Stevens has moved far away from the harrowing and extremely personal 2015 album “Carrie and Lowell” to his eighth studio album “The Ascension,” released Friday. Where he ascends to is hard to say, but this definitely is a new Sufjan Stevens.
Stevens, now 45, seems to be in a strange place with this album. He uses a lot of the electronic experimentation that can be found in his 2010 album, “The Age of Adz,” but his songs are largely more aligned with traditional pop music than his previous efforts.
Take singles like “Sugar” and “Video Game”: both sound like they’re going for radio play, but there’s a downbeat melancholy underlying both. These are not anthems to lose your voice singing along to, but they are songs that want to be sadly danced to.
These songs move away from his deeply personal stories found on all of his previous albums. There are no stories about predatory wasps, and no obvious allusions to the death of a loved one. It’s strange to think that the man who made “The Ascension” could make a song like “Decatur, or, Round of Applause for Your Step-Mother!” from his album “Illinois.”

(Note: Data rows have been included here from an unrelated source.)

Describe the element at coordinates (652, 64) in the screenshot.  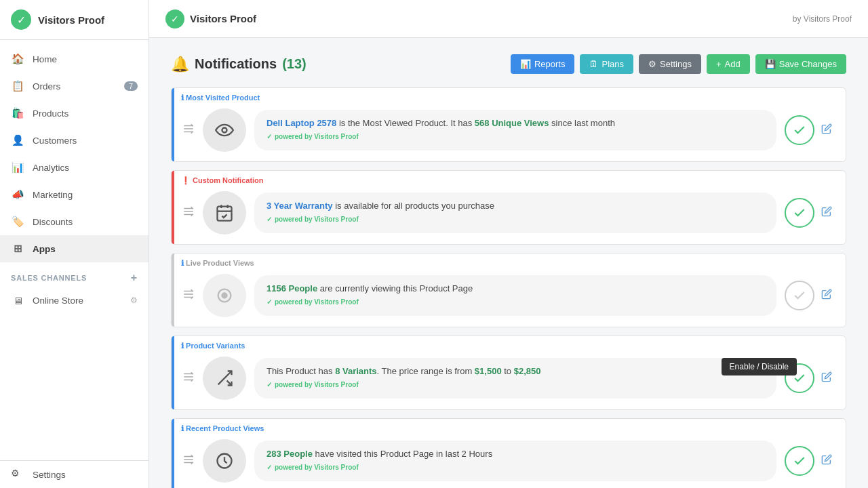
I see `settings-btn-icon: ⚙` at that location.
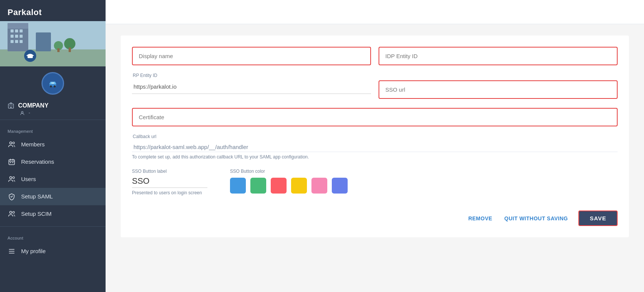  Describe the element at coordinates (375, 217) in the screenshot. I see `action-row: REMOVE QUIT WITHOUT SAVING SAVE` at that location.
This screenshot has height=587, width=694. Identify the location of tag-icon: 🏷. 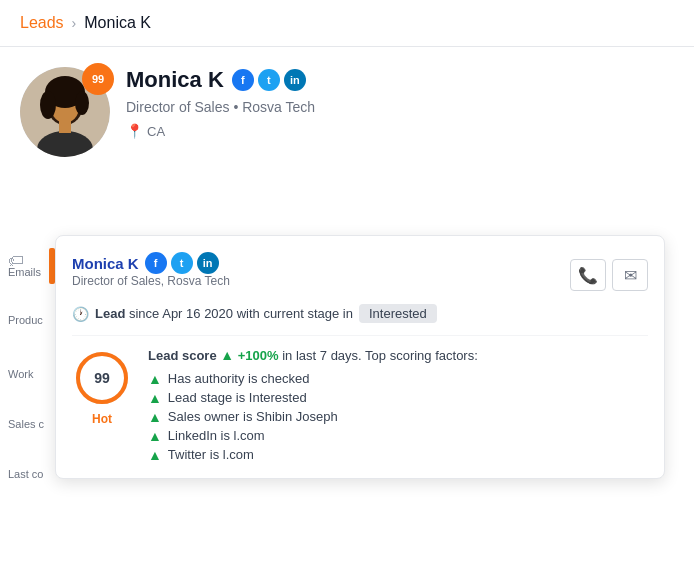
(16, 261).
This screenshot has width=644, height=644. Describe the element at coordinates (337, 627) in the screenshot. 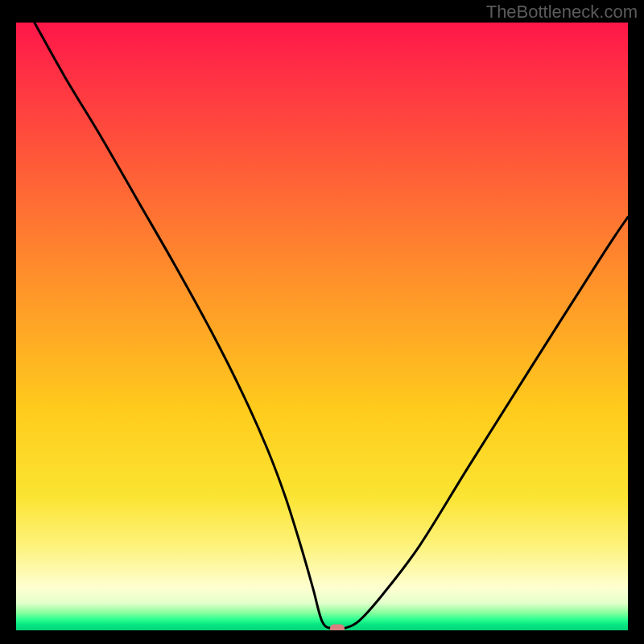

I see `min-marker` at that location.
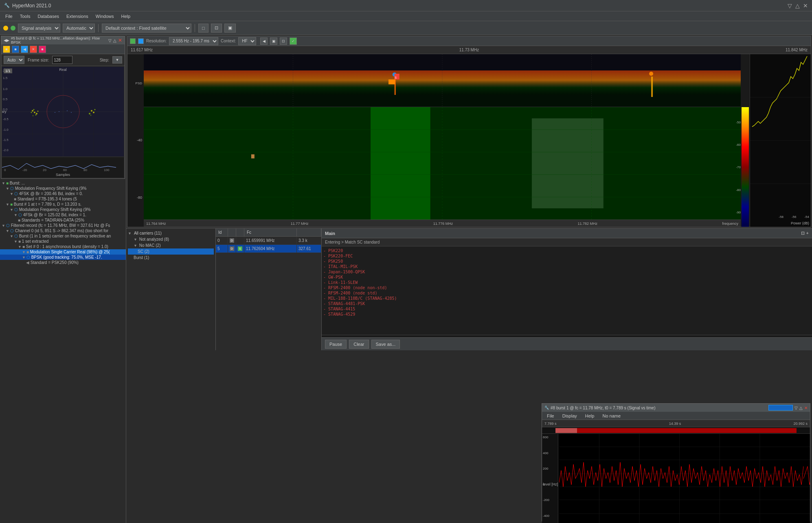 This screenshot has width=812, height=523. I want to click on menu-databases: Databases, so click(48, 16).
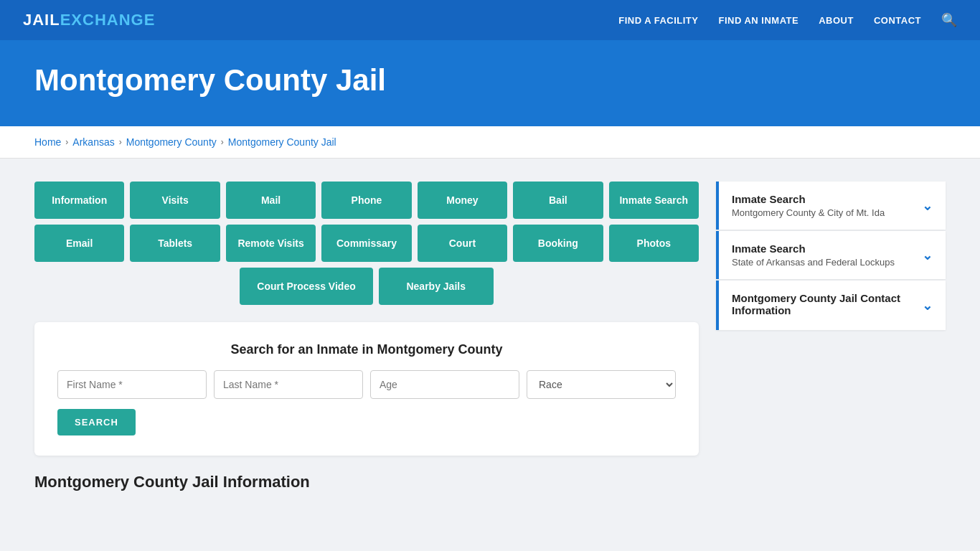 This screenshot has height=551, width=980. Describe the element at coordinates (175, 200) in the screenshot. I see `btn-visits: Visits` at that location.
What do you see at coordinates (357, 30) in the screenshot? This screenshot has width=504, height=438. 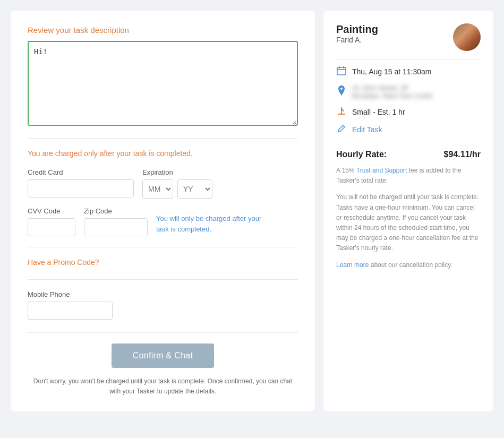 I see `task-title: Painting` at bounding box center [357, 30].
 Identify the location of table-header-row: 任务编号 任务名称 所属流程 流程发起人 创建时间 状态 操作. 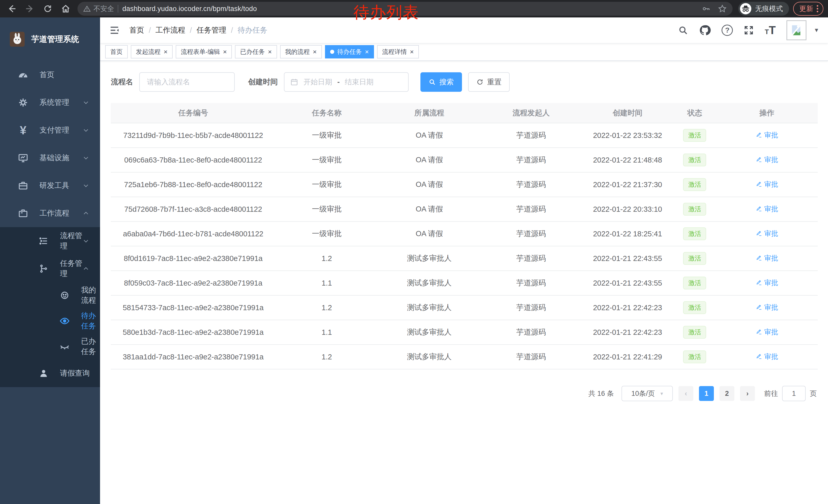
(464, 113).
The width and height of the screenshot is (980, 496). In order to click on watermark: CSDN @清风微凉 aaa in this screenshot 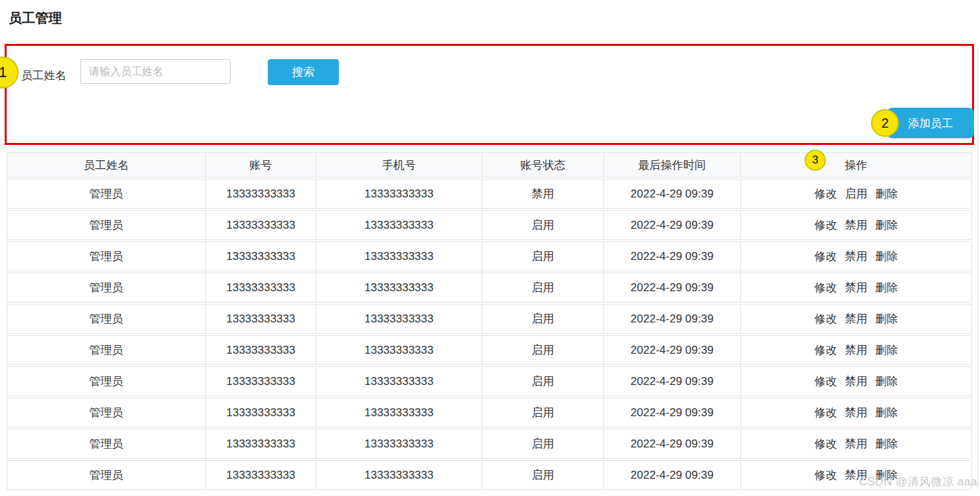, I will do `click(918, 481)`.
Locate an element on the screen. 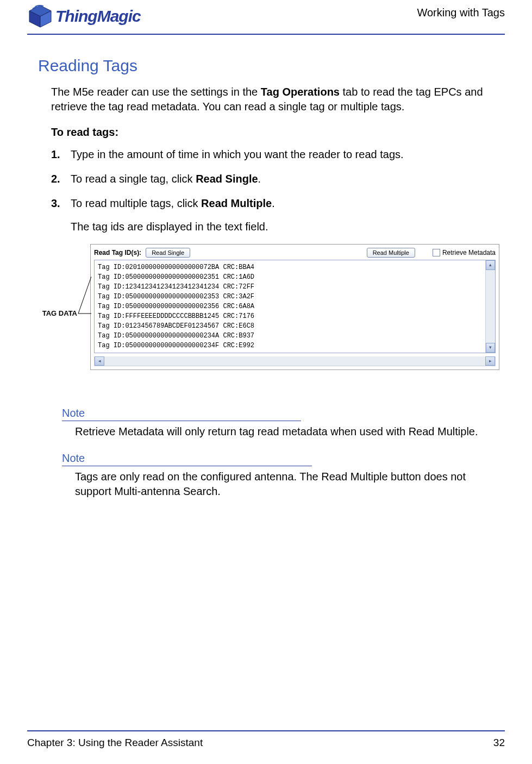 Image resolution: width=532 pixels, height=764 pixels. scroll-up-icon: ▴ is located at coordinates (490, 265).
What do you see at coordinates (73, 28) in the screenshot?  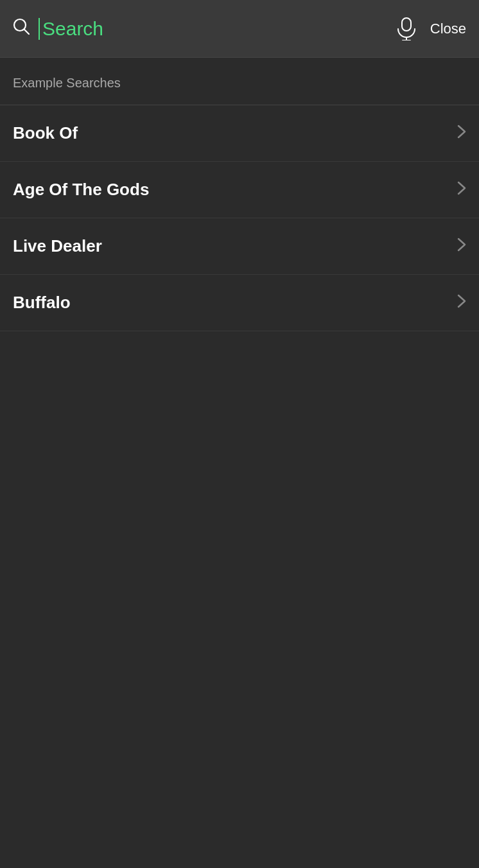 I see `search-text: Search` at bounding box center [73, 28].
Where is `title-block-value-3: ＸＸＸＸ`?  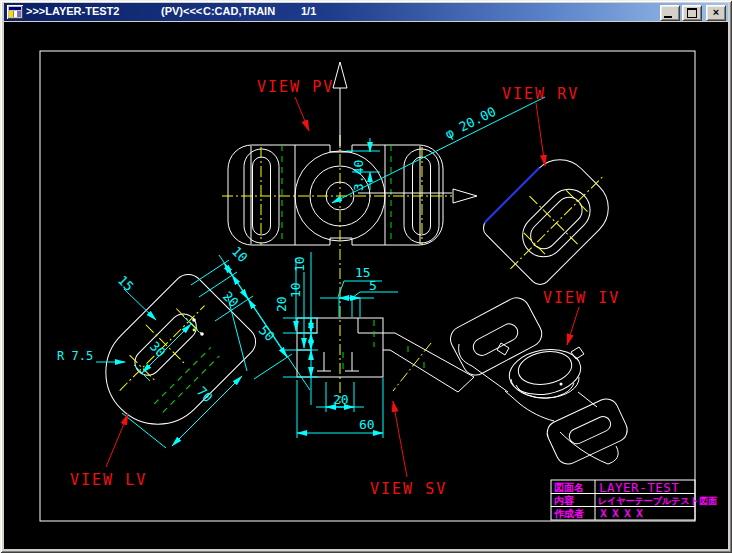
title-block-value-3: ＸＸＸＸ is located at coordinates (622, 514).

However, that is not to say he has abandoned his deep and poetic lyrics. Songs like “The Ascension” and the stunning opening track “Make Me an Offer I Cannot Refuse” hold some of his best lyrics yet. Perhaps his shift is told in this track with the line “there’s no time for innocence.”
The universality in songs like “Die Happy” and “Tell Me You Love Me” is new for Stevens. His signature specificity is gone — except for the moment he confesses “I s— my pants and wet the bed” — from what is expected of him. Did he give too much in his last albums? The song “Death Star” has techno beats that are made to move to. Maybe he just wanted to make dance music for everyone to enjoy.
Although his lyrics are much more universal on this album, he still has produced an album that is dense and deserves several listens. Tracks like “Ativan,” a slow song about his relationship with anxiety medication, and “Landslide,” a track about creepily pursuing someone he thinks is attractive, are both instantly interesting and complex with interpretations. They speak about vulnerability, but the techno music puts him at a distance.
Stevens is addressing a lot of different figures here. He always seems to be speaking to someone, and never to himself. Many of the songs are addressed to a “love” or a “baby” or a romantic “you,” but he never says who that really is. He’s talking to someone or something new this time.
Stevens is ascending somewhere, but it seems a sad departure. There’s something unholy about his leaving — this is a breakup album if anything. He wants a lover to run away with him, and to be told he’s loved, but by the last couple of songs he has decided that he has to say goodbye to everything he knows.
In the first single and the final track, “America,” Stevens asks to be treated better than how the United States was. He begs, even. He just wants to be loved by what he devoted his whole life to loving.
Sufjan Stevens has gone through many changes. He has found the man who once wanted to write 50 albums about the 50 states but who now can’t even imagine devoting that much time and energy to a torn-apart country.